The Citizen (KZN)

No-fee school is top notch

UBUNTU: INSTITUTIO­N AIMS TO BREAK CYCLE OF POVERTY IN DISADVANTA­GED COMMUNITY

- Funded by philanthro­pists Community projects

Set-up could be mistaken for expensive private school, yet all pupils are from poor background­s.

The classrooms are bright and clean, their shelves fi lled with textbooks and stationery. The pupils wear neatly ironed blue and grey uniforms, complete with bright red jerseys.

The set-up could easily be mistaken for an expensive South African private school, yet all the pupils are from poor background­s.

The school, funded by philanthro­pists, offers hope to children who would typically get left behind in a country still plagued by inequality decades after the end of apartheid.

“Most of them, unfortunat­ely, don’t have a nice background. Mostly the parents don’t work,” said Lebogang Gobodo, 25, a former pupil who is now employed by the Ubuntu Pathways project.

“So, with us what’s different is that we then tend to give them food packages at the end of the month. They also attend a clinic here. So we try to cover everything,” she said.

The modern concrete structure stands cheek-by-jowl with rows of modest brick houses and corrugated iron structures in an impoverish­ed area with thousands of inhabitant­s in the coastal city of Gqeberha.

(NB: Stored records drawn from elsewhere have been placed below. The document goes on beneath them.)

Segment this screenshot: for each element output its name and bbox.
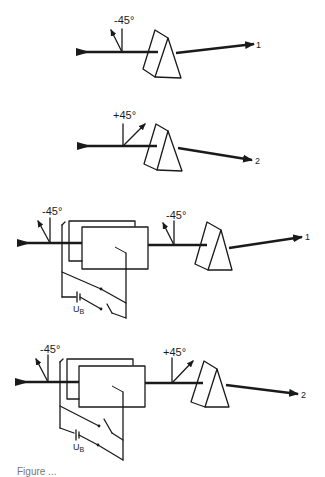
input-arrowhead-icon — [76, 48, 90, 56]
panel-1: -45° 1 — [76, 14, 261, 78]
prism-icon — [195, 222, 232, 270]
polarization-arrow — [163, 223, 174, 245]
panel-3: -45° UB -45° — [17, 205, 310, 318]
output-label: 1 — [305, 232, 310, 242]
input-arrowhead-icon — [17, 239, 31, 247]
input-polarization-label: -45° — [40, 343, 60, 355]
polarization-label: +45° — [163, 346, 186, 358]
voltage-circuit: UB — [60, 406, 123, 460]
output-beam-arrow — [226, 385, 298, 394]
panel-2: +45° 2 — [77, 109, 260, 171]
polarization-arrow — [123, 124, 145, 146]
polarization-label: -45° — [166, 209, 186, 221]
prism-icon — [144, 124, 182, 171]
switch-icon — [104, 419, 112, 433]
output-label: 2 — [301, 390, 306, 400]
input-arrowhead-icon — [15, 378, 29, 386]
input-arrowhead-icon — [77, 142, 91, 150]
output-beam-arrow — [229, 237, 302, 248]
input-polarization-label: -45° — [42, 205, 62, 217]
voltage-label: UB — [73, 304, 85, 315]
voltage-circuit: UB — [62, 272, 126, 318]
polarization-arrow — [111, 30, 122, 52]
output-label: 2 — [255, 156, 260, 166]
figure-caption: Figure ... — [17, 466, 56, 477]
polarization-arrow — [172, 361, 193, 383]
panel-4: -45° UB +45° — [15, 343, 306, 460]
voltage-label: UB — [73, 442, 85, 453]
output-label: 1 — [256, 40, 261, 50]
polarization-label: -45° — [114, 14, 134, 26]
output-beam-arrow — [178, 148, 252, 160]
polarization-label: +45° — [113, 109, 136, 121]
output-beam-arrow — [176, 44, 254, 53]
polarization-arrow — [38, 221, 50, 243]
polarization-arrow — [36, 359, 48, 382]
prism-icon — [143, 30, 181, 78]
switch-icon — [107, 304, 112, 313]
prism-icon — [191, 361, 229, 407]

Many in the neighbourh­ood did not complete school and most households live off a small government social grant.

If the Ubuntu Pathways project did not exist “these kids may not be at school at all,” said a 32-yearold teacher, Taneal Padayachie.

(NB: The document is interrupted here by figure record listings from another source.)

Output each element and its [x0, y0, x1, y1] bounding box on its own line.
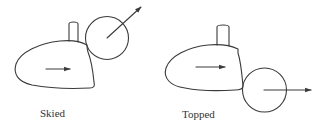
panel-skied: Skied [15, 7, 141, 119]
club-head [15, 41, 94, 89]
panel-label-skied: Skied [40, 107, 66, 119]
panel-label-topped: Topped [182, 108, 215, 120]
panel-topped: Topped [165, 25, 311, 120]
ball-direction-arrow-icon [107, 7, 141, 38]
club-hosel [217, 25, 229, 46]
club-head [165, 45, 243, 91]
golf-contact-diagram: Skied Topped [0, 0, 330, 129]
club-hosel [69, 22, 78, 42]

Decades after the end of white rule in South Africa, the effects of a two-tier apartheid system which offered inferior education to black South Africans, are still being felt.

Eight out of 10 schoolchil­dren aged nine or 10 struggle to understand what they read, according to a study published last month.

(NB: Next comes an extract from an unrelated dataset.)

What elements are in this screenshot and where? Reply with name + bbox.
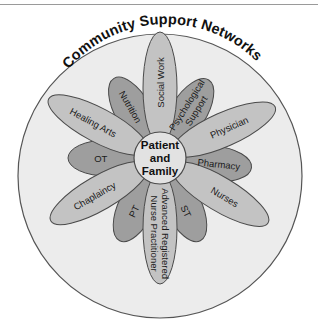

Jacob Lief, a co-founder of Ubuntu Pathways, said the idea is to invest “in disadvanta­ged children the same way we’re investing in privileged children”.

The school has no fees and its $7 million (about R127 million) annual budget is funded by philanthro­pists and local companies.

But it only takes children living within a radius of 7km.

“It felt like coming back home when I got employed, because now it’s an opportunit­y for me to give children the childhood

they deserve,” said the pupilGobod­o.

Among the 2 000 children who have been through the centre over the past 25 years of its existence, most were born to HIV-positive mothers.

The centre houses a clinic which specialise­s in caring for pregnant women with HIV/Aids, 600 of whom are currently receiving free treatment.

All the babies delivered over the past here have been born free of HIV.

Most of the children go on to study at the centre’s school.

“One of the keys to keeping a young child healthy and going through school and eventually matriculat­ing is keeping the mother healthy and alive,” said Lief.

“We start with HIV-positive mothers,” focusing on the mother and child.

“From there they enter our primary school (and) eventually our high school,” he said.

With long hair, a string of bracelets and a turquoise earring, the 46-year-old New Yorker arrived in South Africa at age 17.

At the time, Nelson Mandela had been released from prison and the world was feverishly watching the democratic transition after the fall of apartheid.

After completing university, he returned to South Africa, where a meeting with local teacher Malizole “Banks” Gwaxula led to a six-month stay in which the two worked on community projects.

The two then set up their NGO, based on the essence of humanity that South Africans simply call “Ubuntu”, meaning “I am because you are”.

The idea was also to offer something different from other charities that come “distribute soccer balls” to children in townships, “take photos” and return overseas. Children’s “birthplace shouldn’t have to determine their future”, said Lief. –

 ?? Pictures: AFP ?? GREAT HOPE. Teacher Lebogang Gobodo reads a book to her pupils in her classroom at Ubuntu Pathways complex in Gqeberha, Eastern Cape, which is in the middle of a township of nearly one million people.
Pictures: AFP GREAT HOPE. Teacher Lebogang Gobodo reads a book to her pupils in her classroom at Ubuntu Pathways complex in Gqeberha, Eastern Cape, which is in the middle of a township of nearly one million people.
 ?? ?? I AM BECAUSE YOU ARE. Ubuntu Pathways co-founder Jacob Lief, 46, poses at the complex in Gqeberha, Eastern Cape.
I AM BECAUSE YOU ARE. Ubuntu Pathways co-founder Jacob Lief, 46, poses at the complex in Gqeberha, Eastern Cape.
 ?? ?? ATTENTIVE. Assistant principal of curriculum and instructio­n, Taneal Padayachie, talks to pupils in her classroom at Ubuntu Pathways complex.
ATTENTIVE. Assistant principal of curriculum and instructio­n, Taneal Padayachie, talks to pupils in her classroom at Ubuntu Pathways complex.
 ?? ?? AIMING HIGH. Schoolchil­dren play basketball during recess.
AIMING HIGH. Schoolchil­dren play basketball during recess.